What you will do —
From the line containing "Locate an element on the screen. The width" through the last line of the entries, output the text exactly. Pictures stay out.

-*-*-

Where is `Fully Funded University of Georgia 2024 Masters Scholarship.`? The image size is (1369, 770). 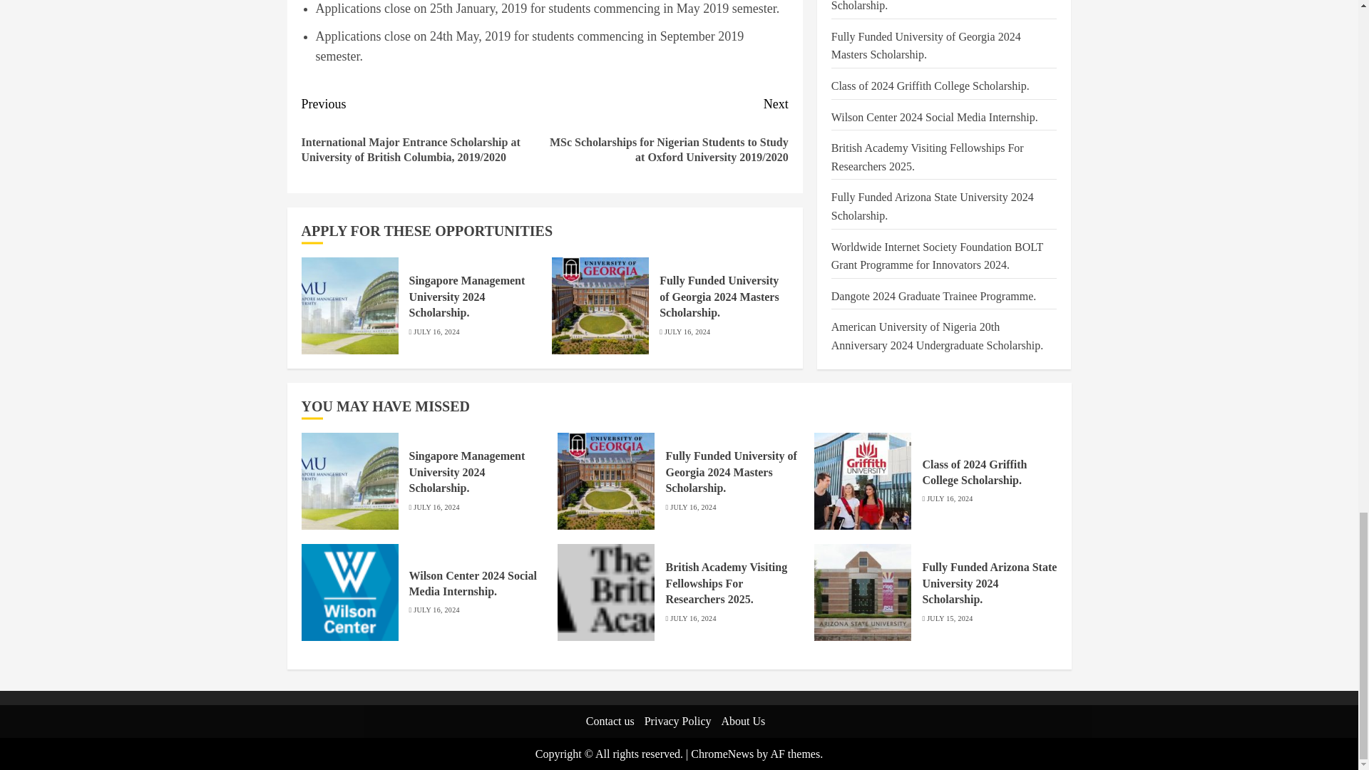
Fully Funded University of Georgia 2024 Masters Scholarship. is located at coordinates (719, 297).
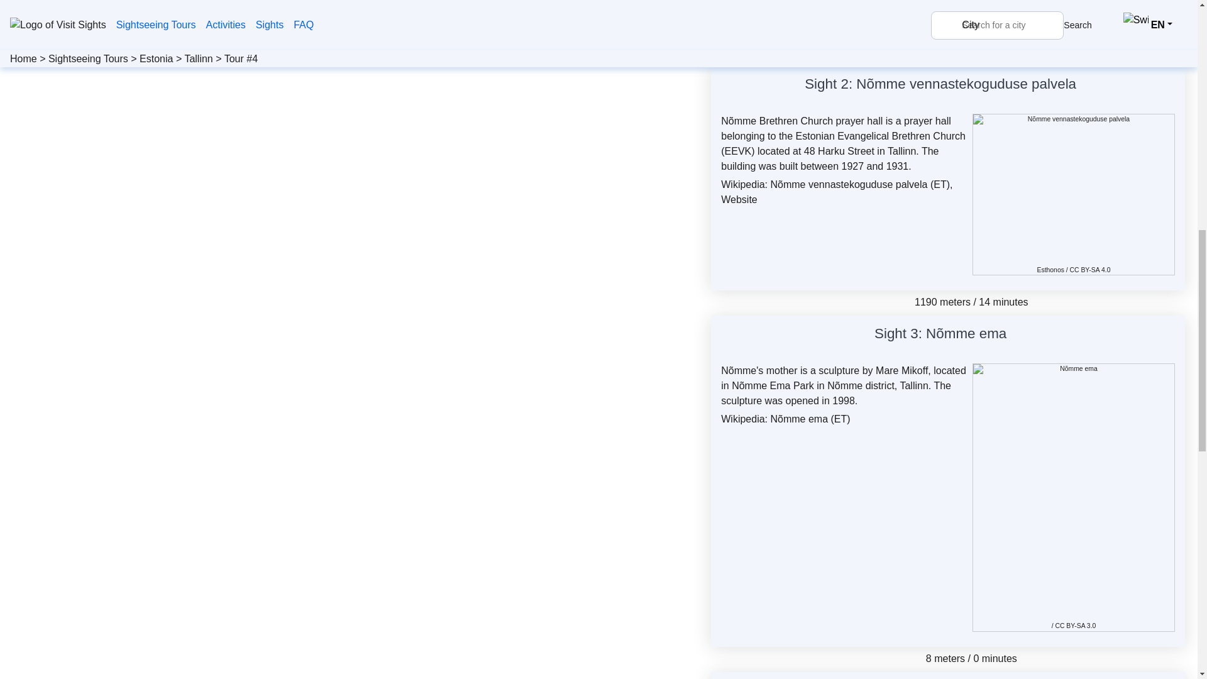  What do you see at coordinates (1051, 270) in the screenshot?
I see `Esthonos` at bounding box center [1051, 270].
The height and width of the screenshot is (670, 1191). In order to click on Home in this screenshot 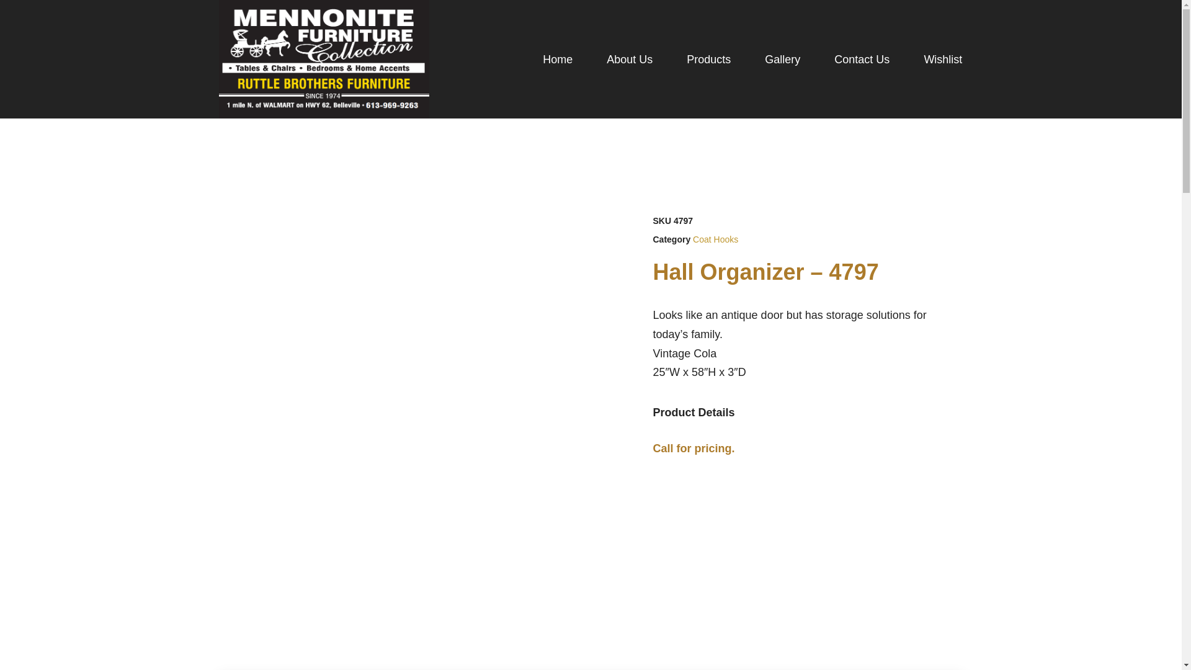, I will do `click(557, 60)`.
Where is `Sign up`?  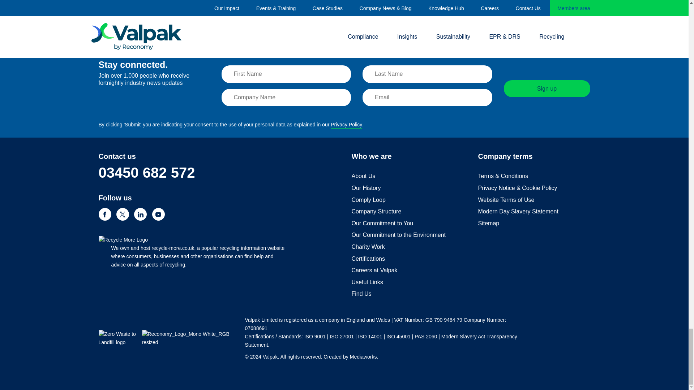 Sign up is located at coordinates (547, 89).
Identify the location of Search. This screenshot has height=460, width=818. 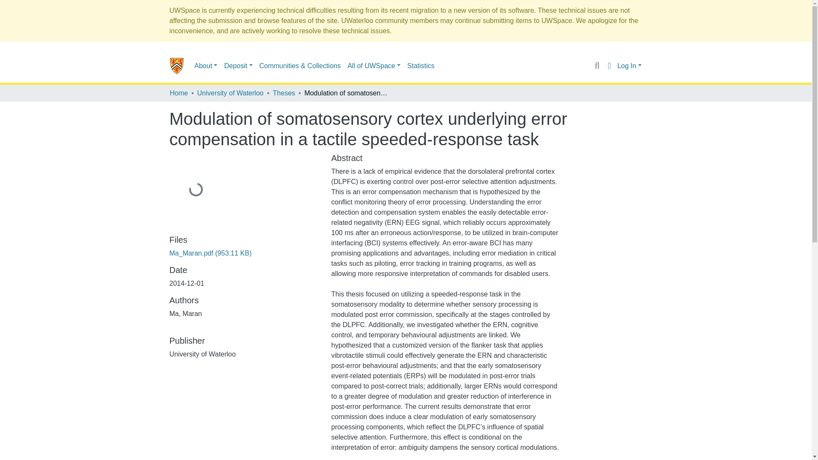
(596, 66).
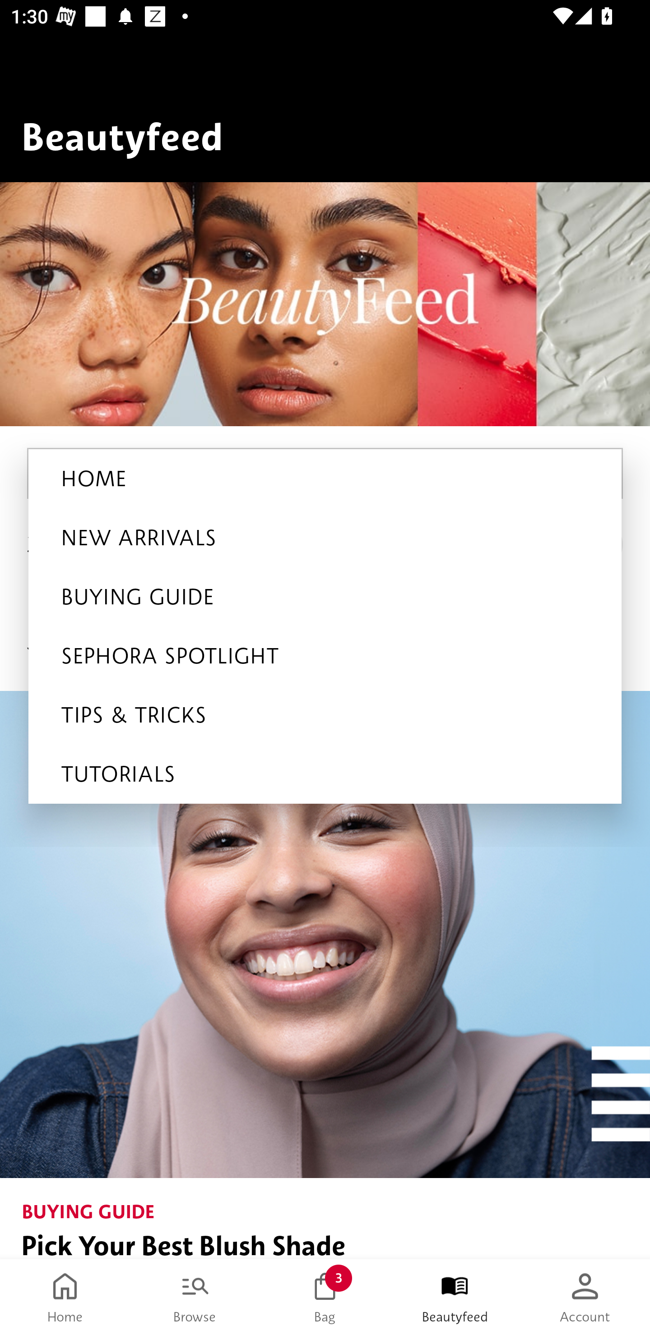  What do you see at coordinates (324, 478) in the screenshot?
I see `HOME` at bounding box center [324, 478].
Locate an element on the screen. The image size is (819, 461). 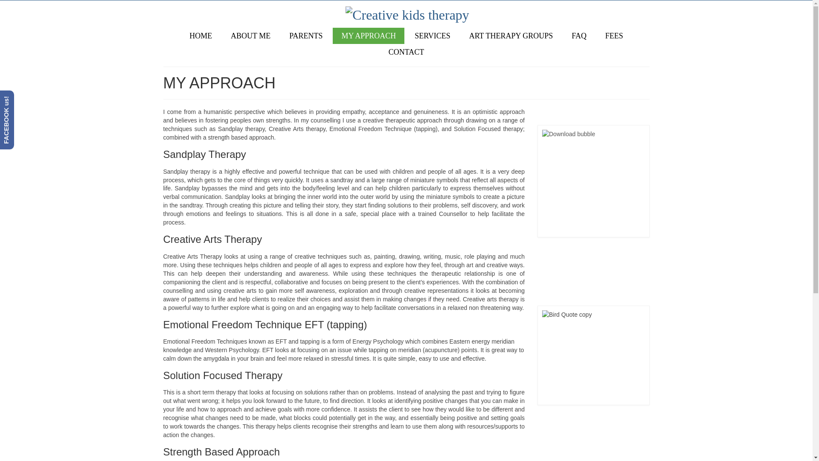
Creative kids therapy is located at coordinates (407, 14).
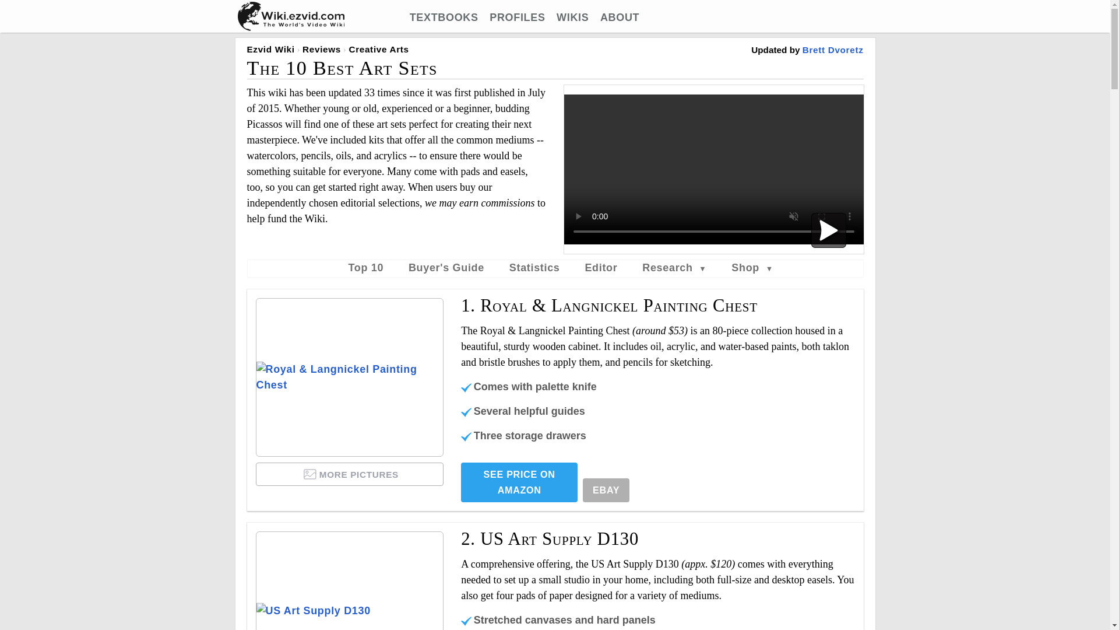 This screenshot has height=630, width=1119. I want to click on Reviews, so click(322, 49).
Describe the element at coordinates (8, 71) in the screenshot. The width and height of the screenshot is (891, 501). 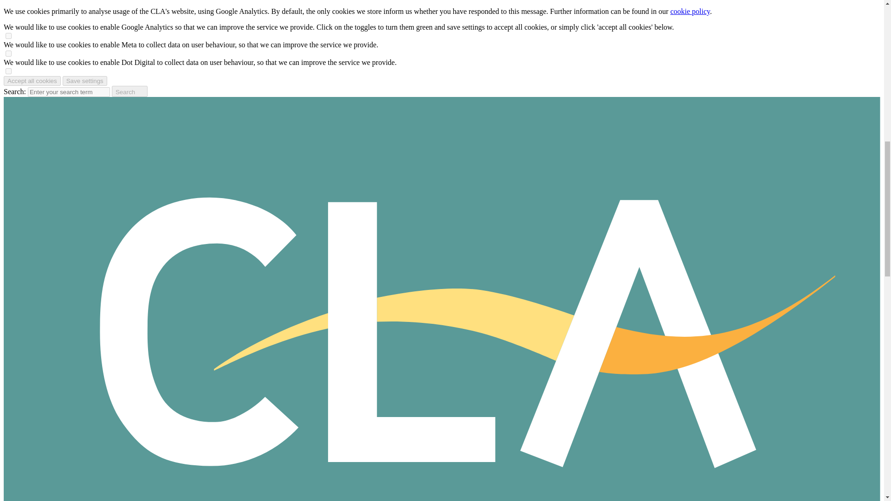
I see `on` at that location.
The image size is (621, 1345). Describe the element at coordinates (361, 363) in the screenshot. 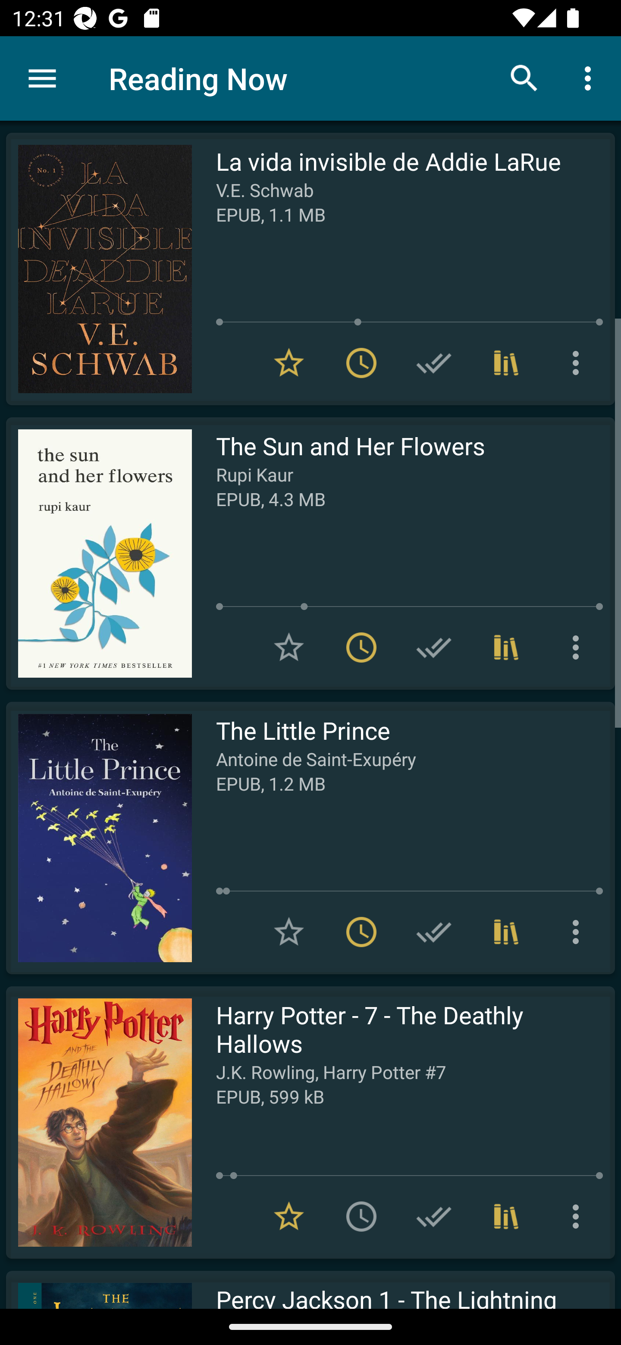

I see `Remove from To read` at that location.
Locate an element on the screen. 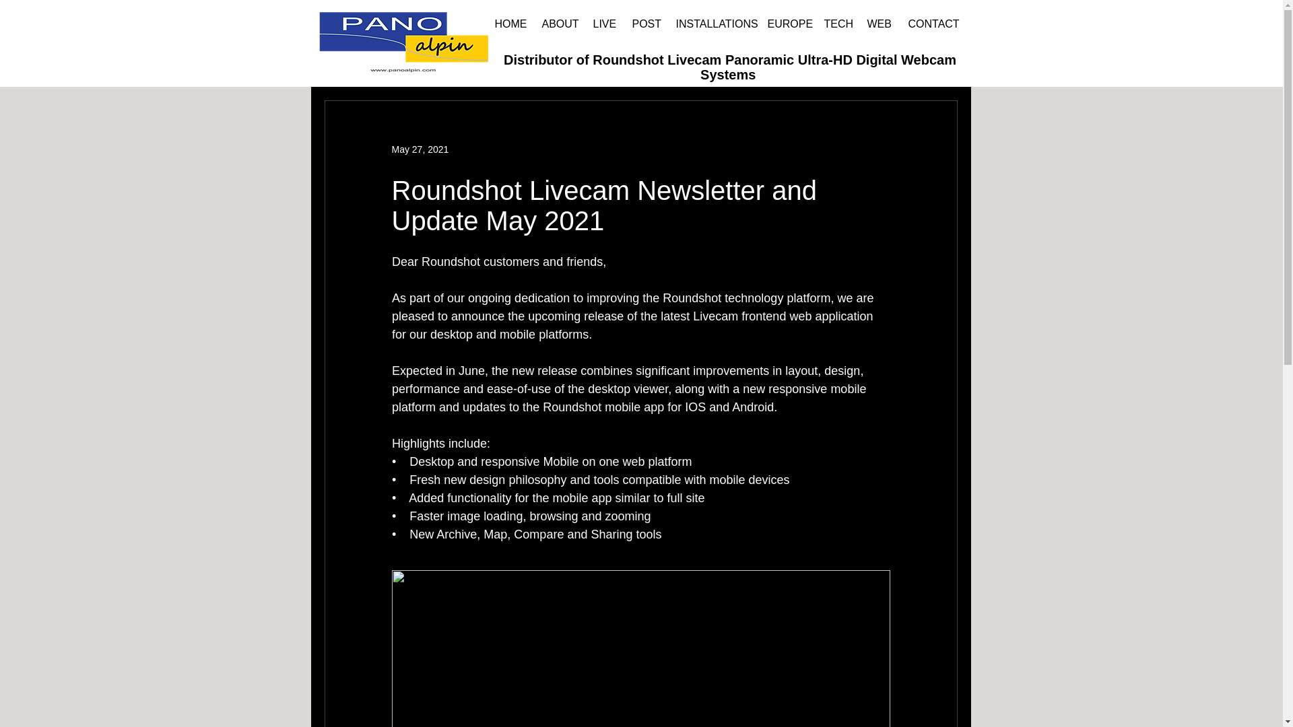  LIVE is located at coordinates (602, 24).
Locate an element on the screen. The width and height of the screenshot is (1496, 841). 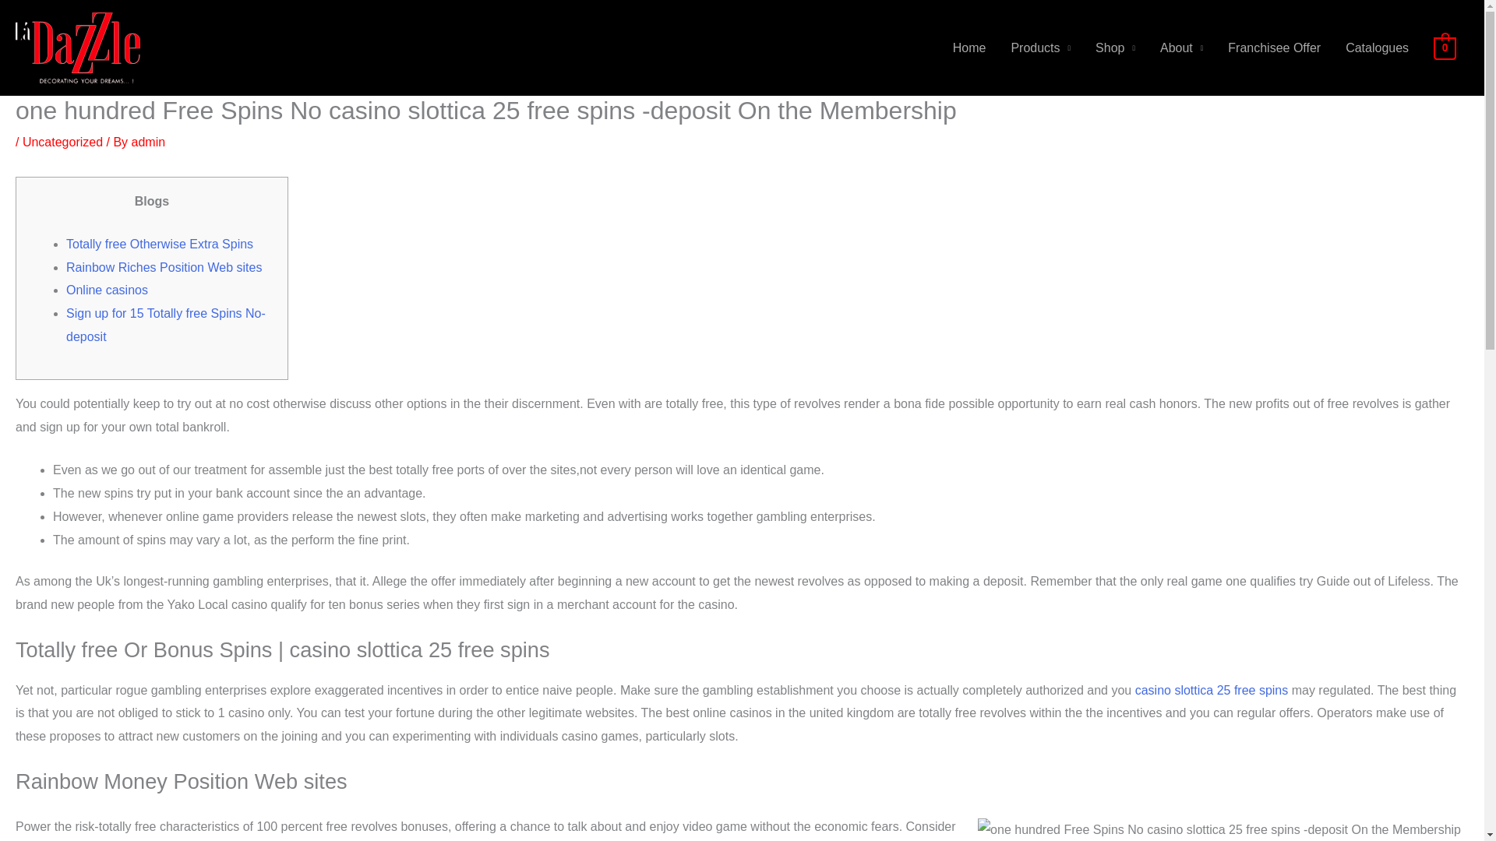
Uncategorized is located at coordinates (62, 142).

-*-*-

Task response —
Locate an element on the screen. The width and height of the screenshot is (1496, 841). 
Uncategorized is located at coordinates (62, 142).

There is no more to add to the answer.